Exposure, after all, doesn’t pay the bills.
Pandora, which makes money through advertising and subscriptions, paid about $340 million in royalties last year to recording artists, songwriters, record labels and music publishers. But for each stakeholder in a song, that amounts to a fraction of a penny per play.
Pandora, which has argued that it pays more royalties than both satellite and terrestrial radio, would like to pay less (a little more than one-tenth of a cent per stream, 27 percent less than it pays now) according to recent Copyright Royalty Board filings. The music industry, struggling to stay afloat with the economics of digital music consumption, would like Pandora to pay more (a quarter of a cent per stream).
Last year, musician and activist David Lowery posted a widely shared royalty statement showing that more than 1 million plays of one of his songs on Pandora netted him just $16.89 in songwriting royalties (he owns only 40 percent of the song, and the amount was for only songwriting royalties, not performance).

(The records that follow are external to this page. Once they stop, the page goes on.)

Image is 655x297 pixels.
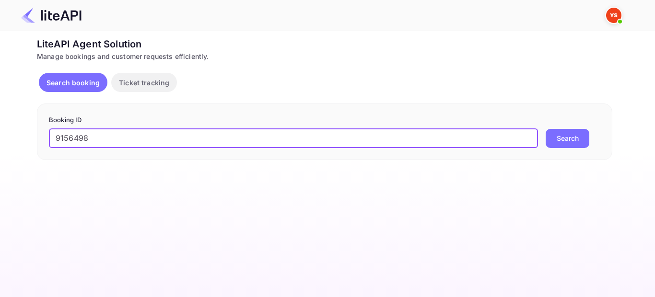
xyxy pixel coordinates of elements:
[37,51,612,61] div: Manage bookings and customer requests efficiently.
[49,116,600,125] p: Booking ID
[37,37,612,51] div: LiteAPI Agent Solution
[546,129,589,148] button: Search
[119,78,169,88] p: Ticket tracking
[606,8,621,23] img: Yandex Support
[49,129,538,148] input: Enter Booking ID (e.g., 63782194)
[47,78,100,88] p: Search booking
[21,8,82,23] img: LiteAPI Logo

Maria Schneider, a composer and Big Band leader, said that data can be extremely useful to artists trying to squeeze profit from the shrinking margins of the industry, allowing them to better plan tours, set strategy for album releases and connect with fans. But the information provided by Pandora, she said, is useless.
“If Pandora wanted to help, they’d reveal exactly who those fans are, so that the music creator could develop direct relationships with their fans,” she said, rather than giving the artists just basic information like a fan’s age and where they live.
‘Artist exposure’
Pandora said that it continues to work with artists to refine the data it makes available. In September, it began a branding campaign focused on Pandora’s role as a conduit between artists and fans. It invited musicians to participate, with one gimmick in which listeners who pressed “thumbs-up” on an artist’s music were treated to a surprise, live performance by that artist.
Pandora founder Tim Westergren wrote last year that “just as we must honor and value the role artists play in providing the music for the service, so the artist community must also value the years of effort, investment and expertise that has made Pandora such a massive driver of artist exposure in the music ecosystem.”
As Pandora tries to reposition itself as the musician-friendly streaming service, the company is spending on industry relations. Murray, the company’s liaison to the industry, and chief strategy officer Clemens, a Microsoft and LinkedIn alum, lead a music industry group with 20 employees.
Platform’s reach
But the biggest success of Pandora’s data-sharing experiment may be impressing upon artists the reach of Pandora’s platform.
Mark Jourdian, a digital marketing manager for Nettwerk Music Group, which handles bands such as Fun, Dispatch and Guster and was a beta tester for the Artist Marketing Platform, said that there was was little “actionable data.”
But he did learn that Guster receives about 1 million plays each month on Pandora. In the past 30 days, Fun got almost 6 million.
“The biggest takeaway for us was seeing how many people are actually using Pandora,” he said. “That’s data I couldn’t get any other way.”
His company now buys advertisements for its bands on Pandora.